The Rev. Wright apparently thinks the same. I respect elders who experienced what they did and think as they do. But others, particularly young people, think Sen. Obama holds promise precisely because he understands black folks’ issues, white folks’ issues – people’s issues of all stripes – and wants to lead the nation in taking a saner approach toward solving them. His potential to unify people has been on display for most of his life, all of his political career, but particularly in Congress where he worked successfully across party divisions.
Still, I’ve always felt that to deliver on his promise, Sen. Obama has to deal with all these distractions and much more yet to come.

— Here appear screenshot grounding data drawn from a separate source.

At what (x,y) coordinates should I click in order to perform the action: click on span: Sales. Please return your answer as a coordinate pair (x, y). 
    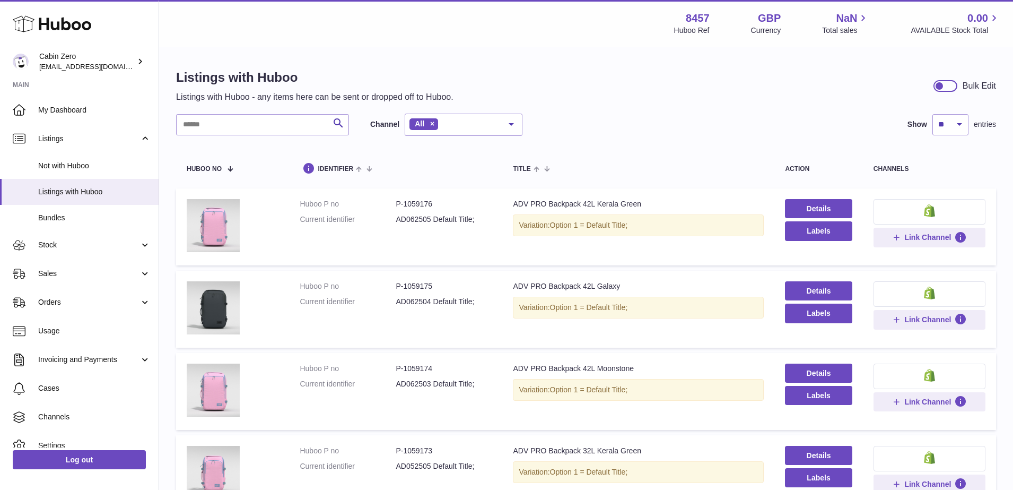
    Looking at the image, I should click on (89, 273). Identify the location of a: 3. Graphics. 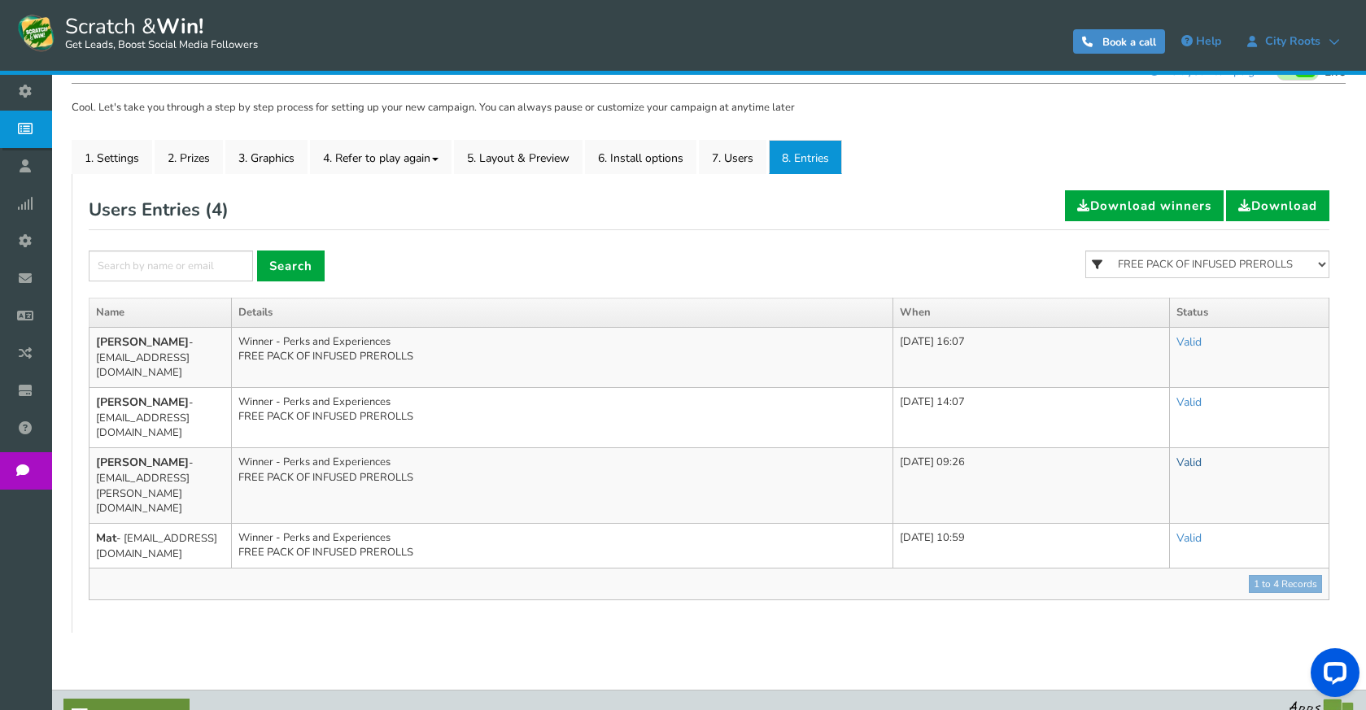
(266, 157).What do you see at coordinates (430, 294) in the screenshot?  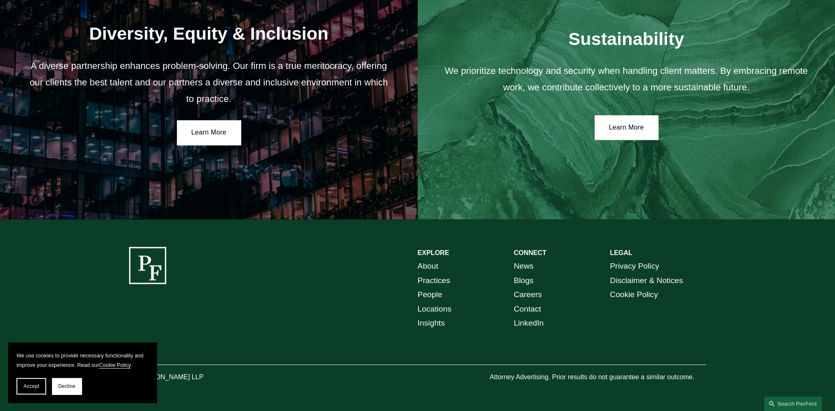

Though obviously pained and exasperated by his former reverend, he delivered a strong, clear statement in saying that the Rev. Wright is not who he is, nor what his campaign is about.
I strongly agree with the reverend on one thing. “In my tradition,” he told the press club, “what God has for you is for you. If God intends for Mr. Obama to be the president, then no white racists, no political pundit, no speech, nothing can get in the way, because God will do what God wants to do.”
Still, that’s no excuse for the Rev. Wright to act so irresponsibly. Which is why Sen. Obama was right in saying, in vernacular that the reverend might use: That’s fine. But in your own time and on your own dime. Not mine, and not this campaign’s, which obviously has outgrown you.